How much of a factor was it? This is what I wanted to find out by looking more closely at each of these cases. I have traveled to these three regions on multiple occasions over several years and talked with a variety of former supporters and others knowledgeable about the situation. By looking at different cases I hoped to find elements that were common to all three, as well as those that were not. I hoped to develop the range of patterns regarding how visions of warfare come to an end. I also wanted to understand what factors propelled the movement towards abandoning the idea of war, factors that were both internal to the movement and that came from outside, including the actions of government authorities who were trying to control or crush the movements.

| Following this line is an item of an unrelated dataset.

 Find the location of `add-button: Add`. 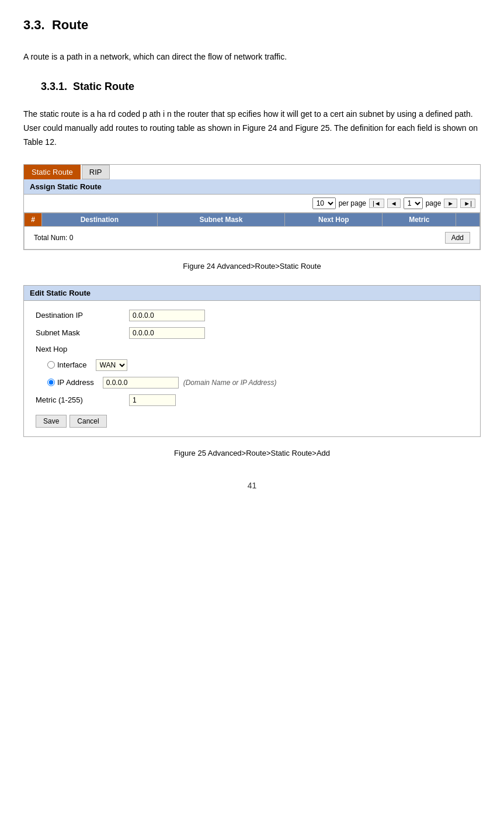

Which of these actions were helpful in bringing an end to the hostilities and which were counter-productive?

Next page
Light

Font size:

Reset

Interval:

Bookmark:

Make

Similar books «When God Stops Fighting: How Religious Violence Ends»

Look at similar books to When God Stops Fighting: How Religious Violence Ends. We have selected literature similar in name and meaning in the hope of providing readers with more options to find new, interesting, not yet read works.


Reviews about «When God Stops Fighting: How Religious Violence Ends»

Discussion, reviews of the book When God Stops Fighting: How Religious Violence Ends and just readers' own opinions. Leave your comments, write what you think about the work, its meaning or the main characters. Specify what exactly you liked and what you didn't like, and why you think so.